Failure modes / Killing the Simulator app does not fix xcodebuild
Killing the Simulator app does not fix xcodebuild
You quit or force-kill Simulator.app, but xcodebuild and simctl stay wedged — the hang survives killing the app.
Strong fitLikely class: wrong process killed / CoreSimulatorService persistence·Updated
killing simulator does not fix xcodebuild
quit simulator still hangs xcodebuild
force quit simulator app not working
simulator killed but xcodebuild still stuck
Symptom
The usual reflex — quit or force-kill Simulator.app — does not help. After
killing the app, xcodebuild and simctl are still stuck, and a new run wedges
the same way.
What it usually looks like
You killall Simulator (or quit it from the Dock), relaunch, and the hang is
exactly as before.
xcrun simctl list still hangs even with no Simulator window open.
Devices remain stuck in Booting / Shutting Down regardless of the app.
Only a logout or reboot seems to clear it — which is heavier than it should be.
Why it happens / likely failure classes
You are killing the wrong process. Simulator.app is just a UI client. The
state and lifecycle live in the daemon:
com.apple.CoreSimulator.CoreSimulatorService is the per-user daemon that
actually owns device state, boots, and IPC. If it is wedged, killing the app
changes nothing. See
CoreSimulatorService deadlock.
A device stuck mid-transition holds a lock inside the service that the app
has no control over.
launchd relaunches the service on the next simctl call, so a wedged
service keeps coming back in the same bad state until it is actually reset.
The app and the service are different layers — the visible window is not where
the hang lives.
Quick checks
# Confirm the hang persists with no Simulator app runningkillall Simulator 2>/dev/nullxcrun simctl list devices # if this still hangs, it's the daemon# Is the daemon present (and how long has it been up)?pgrep -lf CoreSimulatorService# Any devices stuck mid-transition?xcrun simctl list devices | grep -i 'boot\|shutting'
Manual mitigations
Restart the service, not just the app:
# 1) Quit the UI clientkillall Simulator 2>/dev/null || true# 2) Try a clean shutdown of all devices (may hang if fully wedged)xcrun simctl shutdown all 2>/dev/null || true# 3) Restart the actual culprit — launchd respawns it on next usekillall -9 com.apple.CoreSimulator.CoreSimulatorService 2>/dev/null || true# 4) Verify recoveryxcrun simctl list devices# 5) Clear stale state once responsivexcrun simctl delete unavailable
If it re-wedges within minutes, suspect concurrent callers and stop them before
retrying. Logging out (the daemon is per-user) clears the most stubborn states
without a full reboot.
When XCSteward may help
Knowing what to reset, and doing it deterministically, is part of XCSteward’s
design:
A defined recovery routine that targets CoreSimulatorService — not just
the app — so you are not guessing which process to kill under pressure.
Readiness checks and timeouts that catch a wedged service before a run
and turn it into a fast failure plus recovery.
A single execution lane so the service is not being wedged by concurrent
callers in the first place.
Worth testing against this class of failure if “kill the app and retry” has
become part of your ritual.
When XCSteward probably will not help
If the wedge is caused by a bug in a specific CoreSimulator/Xcode build,
restarting the service is a workaround, not a fix.
It cannot resolve host-level resource exhaustion that keeps re-wedging the
daemon.
It does not repair a corrupt simulator installation.
Common questions
What does "Killing the Simulator app does not fix xcodebuild" usually mean?
It usually points to wrong process killed / CoreSimulatorService persistence. You quit or force-kill Simulator.app, but xcodebuild and simctl stay wedged — the hang survives killing the app. Start by checking simulator readiness, destination selection, CoreSimulator/simctl responsiveness, and whether another xcodebuild, simctl, or Simulator process is already active before treating it as a test-code failure.
Can XCSteward help with "Killing the Simulator app does not fix xcodebuild"?
This is a strong fit when the failure is operational: simulator readiness, destination resolution, CoreSimulator responsiveness, cleanup, timeouts, or local concurrency. XCSteward may help by making those phases bounded, serialized, and easier to inspect. It will not fix broken tests, code signing, missing runtimes, or vendor image bugs.
What should I check first?
Check whether xcrun simctl commands return promptly, whether xcodebuild can resolve a concrete simulator destination, whether the device is truly ready rather than merely Booted, and whether concurrent agents, scripts, or manual runs are touching the same simulator subsystem.
Simulator fails after a previous test run — The first run is fine, but the next test run on the same simulator fails or hangs — state from the previous run leaked into this one.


What is expected: Repeat the records below exactly, line for line.

Stored data:
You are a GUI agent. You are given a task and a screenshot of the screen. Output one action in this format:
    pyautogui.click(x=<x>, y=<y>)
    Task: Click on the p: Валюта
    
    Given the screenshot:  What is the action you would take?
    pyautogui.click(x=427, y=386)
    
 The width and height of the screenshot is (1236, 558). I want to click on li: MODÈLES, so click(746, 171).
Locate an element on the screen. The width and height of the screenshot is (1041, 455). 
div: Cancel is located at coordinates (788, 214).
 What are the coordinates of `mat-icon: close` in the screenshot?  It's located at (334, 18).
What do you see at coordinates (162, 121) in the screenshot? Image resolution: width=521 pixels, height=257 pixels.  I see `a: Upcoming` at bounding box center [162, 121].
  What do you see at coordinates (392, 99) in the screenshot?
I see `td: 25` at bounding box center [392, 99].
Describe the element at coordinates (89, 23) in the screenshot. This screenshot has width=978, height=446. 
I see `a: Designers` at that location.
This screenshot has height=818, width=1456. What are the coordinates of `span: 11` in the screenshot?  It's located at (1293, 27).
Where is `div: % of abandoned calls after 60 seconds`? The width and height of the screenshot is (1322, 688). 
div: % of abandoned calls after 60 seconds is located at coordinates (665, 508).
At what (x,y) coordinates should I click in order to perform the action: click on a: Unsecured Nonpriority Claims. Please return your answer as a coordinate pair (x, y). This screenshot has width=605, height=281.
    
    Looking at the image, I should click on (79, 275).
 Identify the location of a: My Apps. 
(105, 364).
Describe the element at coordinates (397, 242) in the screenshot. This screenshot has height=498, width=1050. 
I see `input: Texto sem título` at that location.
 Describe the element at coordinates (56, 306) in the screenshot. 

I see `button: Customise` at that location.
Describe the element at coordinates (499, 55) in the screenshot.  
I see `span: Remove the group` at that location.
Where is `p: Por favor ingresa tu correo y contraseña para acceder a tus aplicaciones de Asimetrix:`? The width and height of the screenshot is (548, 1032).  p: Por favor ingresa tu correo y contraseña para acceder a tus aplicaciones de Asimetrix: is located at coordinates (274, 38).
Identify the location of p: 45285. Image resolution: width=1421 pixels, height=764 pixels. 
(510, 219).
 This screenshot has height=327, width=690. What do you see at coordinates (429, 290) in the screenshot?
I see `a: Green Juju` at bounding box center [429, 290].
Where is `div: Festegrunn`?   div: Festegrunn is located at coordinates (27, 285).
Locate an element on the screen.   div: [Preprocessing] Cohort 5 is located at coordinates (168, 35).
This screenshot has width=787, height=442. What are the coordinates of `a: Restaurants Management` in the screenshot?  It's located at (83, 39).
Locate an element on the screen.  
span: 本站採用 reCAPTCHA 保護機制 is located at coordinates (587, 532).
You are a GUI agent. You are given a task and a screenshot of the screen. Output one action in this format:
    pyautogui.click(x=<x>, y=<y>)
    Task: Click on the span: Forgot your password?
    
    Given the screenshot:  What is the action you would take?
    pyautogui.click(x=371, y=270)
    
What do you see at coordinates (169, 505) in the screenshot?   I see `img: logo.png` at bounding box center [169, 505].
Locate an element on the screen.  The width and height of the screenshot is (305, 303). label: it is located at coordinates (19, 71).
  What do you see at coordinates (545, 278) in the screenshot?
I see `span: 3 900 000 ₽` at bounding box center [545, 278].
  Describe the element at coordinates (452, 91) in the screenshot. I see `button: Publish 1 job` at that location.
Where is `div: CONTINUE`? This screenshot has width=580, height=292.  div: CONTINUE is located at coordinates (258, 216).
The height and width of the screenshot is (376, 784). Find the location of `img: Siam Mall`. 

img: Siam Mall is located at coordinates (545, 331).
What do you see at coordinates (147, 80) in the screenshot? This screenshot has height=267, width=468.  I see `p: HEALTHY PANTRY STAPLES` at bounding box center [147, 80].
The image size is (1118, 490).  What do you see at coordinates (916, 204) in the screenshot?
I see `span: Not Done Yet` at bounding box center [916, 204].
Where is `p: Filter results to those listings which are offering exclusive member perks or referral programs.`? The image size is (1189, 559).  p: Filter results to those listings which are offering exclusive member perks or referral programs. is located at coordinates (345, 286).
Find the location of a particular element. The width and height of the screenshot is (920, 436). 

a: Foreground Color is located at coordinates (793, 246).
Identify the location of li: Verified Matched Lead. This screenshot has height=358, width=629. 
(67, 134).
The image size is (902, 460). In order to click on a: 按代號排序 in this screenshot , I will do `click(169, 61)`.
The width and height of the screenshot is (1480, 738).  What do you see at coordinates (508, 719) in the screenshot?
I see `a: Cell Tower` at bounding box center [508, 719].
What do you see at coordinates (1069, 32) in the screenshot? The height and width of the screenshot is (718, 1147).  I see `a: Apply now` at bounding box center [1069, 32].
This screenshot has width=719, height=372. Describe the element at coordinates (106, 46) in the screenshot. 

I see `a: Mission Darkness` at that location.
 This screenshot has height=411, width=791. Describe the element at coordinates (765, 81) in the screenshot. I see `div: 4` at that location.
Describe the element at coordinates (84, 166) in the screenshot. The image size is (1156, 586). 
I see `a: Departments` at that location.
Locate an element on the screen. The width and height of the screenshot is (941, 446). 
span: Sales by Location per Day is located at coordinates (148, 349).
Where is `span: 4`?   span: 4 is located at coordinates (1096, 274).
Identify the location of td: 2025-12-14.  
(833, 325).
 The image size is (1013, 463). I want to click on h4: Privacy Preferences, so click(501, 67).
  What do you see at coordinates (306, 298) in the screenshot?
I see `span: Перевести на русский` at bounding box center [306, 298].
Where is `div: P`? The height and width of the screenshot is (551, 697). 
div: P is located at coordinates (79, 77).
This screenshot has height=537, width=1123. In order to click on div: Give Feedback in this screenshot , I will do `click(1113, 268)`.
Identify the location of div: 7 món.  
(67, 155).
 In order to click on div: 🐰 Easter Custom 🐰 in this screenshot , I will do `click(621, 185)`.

Answer below:
You are a GUI agent. You are given a task and a screenshot of the screen. Output one action in this format:
    pyautogui.click(x=<x>, y=<y>)
    Task: Click on the p: Валюта
    
    Given the screenshot:  What is the action you would take?
    pyautogui.click(x=427, y=386)
    
 The width and height of the screenshot is (1236, 558). I want to click on li: MODÈLES, so click(746, 171).
Locate an element on the screen. The width and height of the screenshot is (1041, 455). 
div: Cancel is located at coordinates (788, 214).
 What are the coordinates of `mat-icon: close` in the screenshot?  It's located at (334, 18).
What do you see at coordinates (162, 121) in the screenshot? Image resolution: width=521 pixels, height=257 pixels.  I see `a: Upcoming` at bounding box center [162, 121].
  What do you see at coordinates (392, 99) in the screenshot?
I see `td: 25` at bounding box center [392, 99].
Describe the element at coordinates (89, 23) in the screenshot. This screenshot has width=978, height=446. 
I see `a: Designers` at that location.
This screenshot has height=818, width=1456. What are the coordinates of `span: 11` in the screenshot?  It's located at (1293, 27).
Where is `div: % of abandoned calls after 60 seconds`? The width and height of the screenshot is (1322, 688). 
div: % of abandoned calls after 60 seconds is located at coordinates (665, 508).
At what (x,y) coordinates should I click in order to perform the action: click on a: Unsecured Nonpriority Claims. Please return your answer as a coordinate pair (x, y). This screenshot has width=605, height=281.
    
    Looking at the image, I should click on (79, 275).
 Identify the location of a: My Apps. 
(105, 364).
Describe the element at coordinates (397, 242) in the screenshot. This screenshot has height=498, width=1050. 
I see `input: Texto sem título` at that location.
 Describe the element at coordinates (56, 306) in the screenshot. 

I see `button: Customise` at that location.
Describe the element at coordinates (499, 55) in the screenshot.  
I see `span: Remove the group` at that location.
Where is `p: Por favor ingresa tu correo y contraseña para acceder a tus aplicaciones de Asimetrix:`? The width and height of the screenshot is (548, 1032).  p: Por favor ingresa tu correo y contraseña para acceder a tus aplicaciones de Asimetrix: is located at coordinates (274, 38).
Identify the location of p: 45285. Image resolution: width=1421 pixels, height=764 pixels. 
(510, 219).
 This screenshot has height=327, width=690. What do you see at coordinates (429, 290) in the screenshot?
I see `a: Green Juju` at bounding box center [429, 290].
Where is `div: Festegrunn`?   div: Festegrunn is located at coordinates (27, 285).
Locate an element on the screen.   div: [Preprocessing] Cohort 5 is located at coordinates (168, 35).
This screenshot has width=787, height=442. What are the coordinates of `a: Restaurants Management` in the screenshot?  It's located at (83, 39).
Locate an element on the screen.  
span: 本站採用 reCAPTCHA 保護機制 is located at coordinates (587, 532).
You are a GUI agent. You are given a task and a screenshot of the screen. Output one action in this format:
    pyautogui.click(x=<x>, y=<y>)
    Task: Click on the span: Forgot your password?
    
    Given the screenshot:  What is the action you would take?
    pyautogui.click(x=371, y=270)
    
What do you see at coordinates (169, 505) in the screenshot?   I see `img: logo.png` at bounding box center [169, 505].
Locate an element on the screen.  The width and height of the screenshot is (305, 303). label: it is located at coordinates (19, 71).
  What do you see at coordinates (545, 278) in the screenshot?
I see `span: 3 900 000 ₽` at bounding box center [545, 278].
  Describe the element at coordinates (452, 91) in the screenshot. I see `button: Publish 1 job` at that location.
Where is `div: CONTINUE`? This screenshot has width=580, height=292.  div: CONTINUE is located at coordinates (258, 216).
The height and width of the screenshot is (376, 784). Find the location of `img: Siam Mall`. 

img: Siam Mall is located at coordinates (545, 331).
What do you see at coordinates (147, 80) in the screenshot? This screenshot has height=267, width=468.  I see `p: HEALTHY PANTRY STAPLES` at bounding box center [147, 80].
The image size is (1118, 490).  What do you see at coordinates (916, 204) in the screenshot?
I see `span: Not Done Yet` at bounding box center [916, 204].
Where is `p: Filter results to those listings which are offering exclusive member perks or referral programs.`? The image size is (1189, 559).  p: Filter results to those listings which are offering exclusive member perks or referral programs. is located at coordinates (345, 286).
Find the location of a particular element. The width and height of the screenshot is (920, 436). 

a: Foreground Color is located at coordinates (793, 246).
Identify the location of li: Verified Matched Lead. This screenshot has height=358, width=629. 
(67, 134).
The image size is (902, 460). In order to click on a: 按代號排序 in this screenshot , I will do `click(169, 61)`.
The width and height of the screenshot is (1480, 738).  What do you see at coordinates (508, 719) in the screenshot?
I see `a: Cell Tower` at bounding box center [508, 719].
What do you see at coordinates (1069, 32) in the screenshot? The height and width of the screenshot is (718, 1147).  I see `a: Apply now` at bounding box center [1069, 32].
This screenshot has width=719, height=372. Describe the element at coordinates (106, 46) in the screenshot. 

I see `a: Mission Darkness` at that location.
 This screenshot has height=411, width=791. Describe the element at coordinates (765, 81) in the screenshot. I see `div: 4` at that location.
Describe the element at coordinates (84, 166) in the screenshot. The image size is (1156, 586). 
I see `a: Departments` at that location.
Locate an element on the screen. The width and height of the screenshot is (941, 446). 
span: Sales by Location per Day is located at coordinates (148, 349).
Where is `span: 4`?   span: 4 is located at coordinates (1096, 274).
Identify the location of td: 2025-12-14.  
(833, 325).
 The image size is (1013, 463). I want to click on h4: Privacy Preferences, so click(501, 67).
  What do you see at coordinates (306, 298) in the screenshot?
I see `span: Перевести на русский` at bounding box center [306, 298].
Where is `div: P`? The height and width of the screenshot is (551, 697). 
div: P is located at coordinates (79, 77).
This screenshot has height=537, width=1123. In order to click on div: Give Feedback in this screenshot , I will do `click(1113, 268)`.
Identify the location of div: 7 món.  
(67, 155).
 In order to click on div: 🐰 Easter Custom 🐰 in this screenshot , I will do `click(621, 185)`.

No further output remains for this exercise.